Stone will serve a two-month internship with Berger Partnership in Seattle. The firm’s sole summer intern, Stone will get to choose one of three areas to focus on — industrial ecology, displacement (how to implement improvements without setting the stage for gentrification), or inFUNstructure (public investments that shape culture and character). Stone, a second-year graduate student, was selected from 115 applicants.

“I hope to learn how a professional firm in a booming city operates,” said Stone, who has worked as a trail designer at Grand Teton National Park, Rocky Mountain National Park, and the Coconino National Forest in Northern Arizona.

“Berger has won a number of ASLA awards and I'd like to see what makes their work stand out, and how their design process works,” she said. “I am also looking forward to learning how to operate on a more urban design scale. A lot of our projects at UO are based on large scale or rural sites and this is an exciting opportunity to get out of my element and learn new design skills.”

 

English gardens, international culture

Russell Martinelli
Above: Russel Martinelli

Martinelli will intern with Exterior Architecture in the firm’s London studio. He traveled to Europe over winter break and, while in London, “spent a good amount of time and energy networking,” which eventually led to the internship offer.

In his fourth year of five in the undergraduate landscape program, this is Martinelli’s first internship in a licensed landscape architecture firm.
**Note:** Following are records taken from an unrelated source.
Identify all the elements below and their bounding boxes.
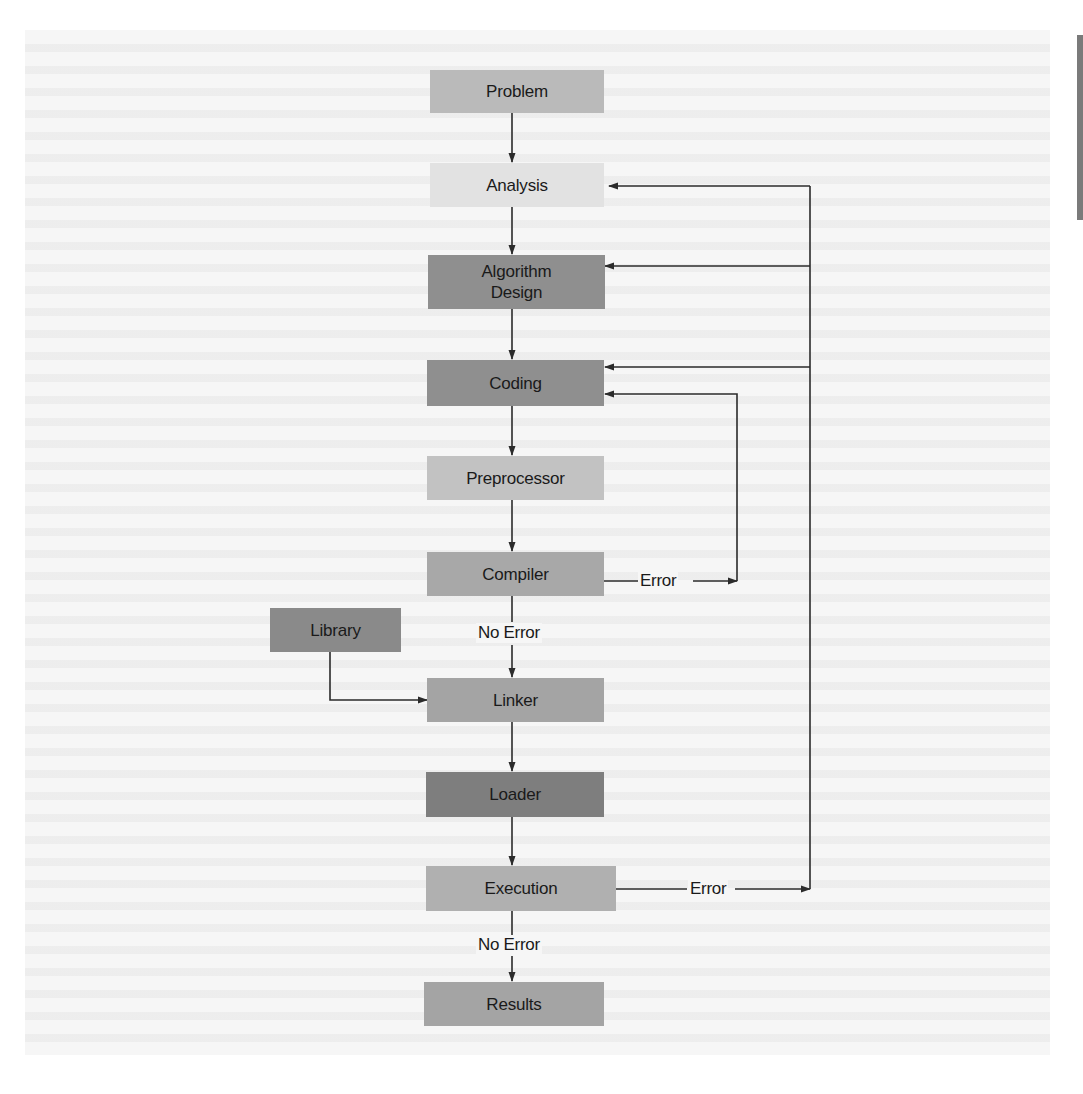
edge-label-execution-no-error: No Error <box>476 935 542 955</box>
node-results-label: Results <box>486 994 541 1015</box>
node-compiler-label: Compiler <box>482 564 548 585</box>
node-coding: Coding <box>427 360 604 406</box>
node-library-label: Library <box>310 620 361 641</box>
node-algorithm-design-label-line1: Algorithm <box>481 261 551 282</box>
node-compiler: Compiler <box>427 552 604 596</box>
node-linker: Linker <box>427 678 604 722</box>
node-library: Library <box>270 608 401 652</box>
edge-label-compiler-error: Error <box>638 571 678 591</box>
node-linker-label: Linker <box>493 690 538 711</box>
node-preprocessor-label: Preprocessor <box>466 468 565 489</box>
node-algorithm-design-label-line2: Design <box>491 282 543 303</box>
node-coding-label: Coding <box>489 373 542 394</box>
node-analysis: Analysis <box>430 163 604 207</box>
node-preprocessor: Preprocessor <box>427 456 604 500</box>
node-problem: Problem <box>430 70 604 113</box>
edge-label-execution-error: Error <box>688 879 728 899</box>
node-loader-label: Loader <box>489 784 541 805</box>
node-loader: Loader <box>426 772 604 817</box>
node-problem-label: Problem <box>486 81 548 102</box>
edge-label-compiler-no-error: No Error <box>476 623 542 643</box>
node-execution-label: Execution <box>485 878 558 899</box>
node-execution: Execution <box>426 866 616 911</box>
edge-library-linker <box>330 652 427 700</box>
node-algorithm-design: Algorithm Design <box>428 255 605 309</box>
node-results: Results <box>424 982 604 1026</box>
edge-compiler-error-return <box>605 394 737 581</box>
node-analysis-label: Analysis <box>486 175 548 196</box>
He’ll be tasked with the same duties as regular staffers during his 10-week internship.

“The firm does work all over the world and specializes in larger scale, high-end design with resorts, large-scale residential, commercial, as well as a lot of charity work,” Martinelli said. “I hope to not only learn about all of these different areas of design but to learn the art of English garden design and [immerse myself in] the English and international design culture.”  

 

Cultural landscapes advocate

Margo Barajas
Above: Margo Barajas

Barajas is headed to Washington, D.C., for seven weeks as the Sally Boasberg Fellow with The Cultural Landscape Foundation. A second-year graduate student, Barajas has served as president of the UO student chapter of the American Society of Landscape Architects and was a graduate research assistant for the UO’s Overlook Field School.

Barajas’s job will be a mix of research and content development, including writing guides to historic landscapes in several US cities—duties that dovetail well with her current academic focus and her photojournalism undergraduate degree. Barajas also hopes to visit area landscape firms “so I can see what work is happening in firms that are dealing with the restoration, revitalization, and preservation of cultural landscapes.”
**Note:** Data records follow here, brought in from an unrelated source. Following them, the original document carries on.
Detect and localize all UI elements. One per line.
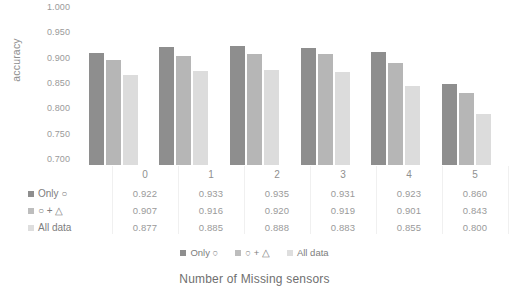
- table-cell: 0.907: [112, 205, 178, 216]
- y-axis-tick-label: 0.900: [47, 53, 70, 63]
- table-cell: 0.843: [442, 205, 508, 216]
- table-cell: 0.935: [244, 188, 310, 199]
- x-axis-category-label: 0: [112, 169, 178, 180]
- series-swatch-icon: [28, 191, 34, 197]
- table-cell: 0.919: [310, 205, 376, 216]
- bar: [264, 70, 279, 165]
- bar: [459, 93, 474, 165]
- series-swatch-icon: [28, 225, 34, 231]
- table-cell: 0.920: [244, 205, 310, 216]
- bar: [106, 60, 121, 165]
- x-axis-category-label: 1: [178, 169, 244, 180]
- table-cell: 0.855: [376, 222, 442, 233]
- bar: [230, 46, 245, 165]
- table-row-header: Only ○: [0, 188, 112, 199]
- table-cell: 0.923: [376, 188, 442, 199]
- bar: [371, 52, 386, 165]
- bar-group: [431, 13, 502, 165]
- x-axis-title: Number of Missing sensors: [0, 272, 509, 286]
- bar: [388, 63, 403, 165]
- y-axis-tick-label: 1.000: [47, 2, 70, 12]
- y-axis-tick-label: 0.700: [47, 154, 70, 164]
- table-cell: 0.883: [310, 222, 376, 233]
- bar-group: [149, 13, 220, 165]
- x-axis-category-label: 4: [376, 169, 442, 180]
- bar: [193, 71, 208, 165]
- table-row-header: ○ + △: [0, 205, 112, 216]
- table-cell: 0.877: [112, 222, 178, 233]
- table-cell: 0.888: [244, 222, 310, 233]
- series-label: ○ + △: [38, 205, 63, 216]
- table-cell: 0.916: [178, 205, 244, 216]
- y-axis-title: accuracy: [10, 15, 26, 105]
- legend-label: All data: [297, 247, 329, 258]
- bar-chart-figure: accuracy 1.0000.9500.9000.8500.8000.7500…: [0, 0, 509, 301]
- table-cell: 0.933: [178, 188, 244, 199]
- y-axis-tick-label: 0.800: [47, 103, 70, 113]
- y-axis-tick-labels: 1.0000.9500.9000.8500.8000.7500.700: [38, 8, 70, 166]
- legend-item[interactable]: All data: [287, 247, 329, 258]
- x-axis-category-label: 2: [244, 169, 310, 180]
- legend-swatch-icon: [287, 250, 293, 256]
- legend-item[interactable]: Only ○: [180, 247, 218, 258]
- y-axis-tick-label: 0.950: [47, 27, 70, 37]
- bar: [247, 54, 262, 165]
- data-table: 012345Only ○0.9220.9330.9350.9310.9230.8…: [0, 166, 509, 246]
- table-header-row: 012345: [0, 166, 509, 183]
- bar: [301, 48, 316, 165]
- bar: [442, 84, 457, 165]
- legend-label: Only ○: [190, 247, 218, 258]
- y-axis-tick-label: 0.750: [47, 129, 70, 139]
- series-label: Only ○: [38, 188, 67, 199]
- plot-area: [78, 13, 502, 165]
- bar: [476, 114, 491, 165]
- table-cell: 0.885: [178, 222, 244, 233]
- chart-legend: Only ○○ + △All data: [0, 247, 509, 258]
- bar-group: [290, 13, 361, 165]
- table-cell: 0.901: [376, 205, 442, 216]
- bar-group: [219, 13, 290, 165]
- x-axis-category-label: 5: [442, 169, 508, 180]
- table-cell: 0.931: [310, 188, 376, 199]
- table-row: Only ○0.9220.9330.9350.9310.9230.860: [0, 185, 509, 202]
- series-swatch-icon: [28, 208, 34, 214]
- table-row-header: All data: [0, 222, 112, 233]
- bar: [89, 53, 104, 165]
- table-cell: 0.800: [442, 222, 508, 233]
- legend-swatch-icon: [180, 250, 186, 256]
- table-row: ○ + △0.9070.9160.9200.9190.9010.843: [0, 202, 509, 219]
- bar: [176, 56, 191, 165]
- y-axis-tick-label: 0.850: [47, 78, 70, 88]
- bar: [405, 86, 420, 165]
- bar-group: [361, 13, 432, 165]
- bar: [123, 75, 138, 165]
- table-cell: 0.860: [442, 188, 508, 199]
- bar: [159, 47, 174, 165]
- table-cell: 0.922: [112, 188, 178, 199]
- bar: [335, 72, 350, 165]
- bar-group: [78, 13, 149, 165]
- series-label: All data: [38, 222, 71, 233]
- legend-item[interactable]: ○ + △: [235, 247, 270, 258]
- x-axis-category-label: 3: [310, 169, 376, 180]
- bar: [318, 54, 333, 165]
- legend-swatch-icon: [235, 250, 241, 256]
- table-row: All data0.8770.8850.8880.8830.8550.800: [0, 219, 509, 236]
- legend-label: ○ + △: [245, 247, 270, 258]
Barajas says she is “a nerd for history” and applied for the fellowship because of her “passion for all aspects of the study of history” and a desire to be in “the next generation of advocates for cultural landscapes.” 

 

Above: “Digital Ecologies,” a design by Derek Rayle in his fall 2016 studio project for Santa Rosa Island, Channel Islands National Park.
 
“The Bosque,” a design by John Maxson.
Above: “The Bosque,” a design by John Maxson.
 
A project by Jillian Stone
Above: A project by Jillian Stone featured in two publications, Landscape Architecture and Landscape Review. (Project completed with team member Rachel Spencer.)
 
A formal garden design by Russell Martinelli.
Above: A formal garden design by Russell Martinelli.
 
A project by Margo Barajas to keep groundhogs close to their burrows but away from farm fields
Above: A project by Margo Barajas to keep groundhogs close to their burrows but away from farm fields. The project was done during the Overlook Field School, a program of Fuller Center in partnership with the UO Department of Landscape Architecture.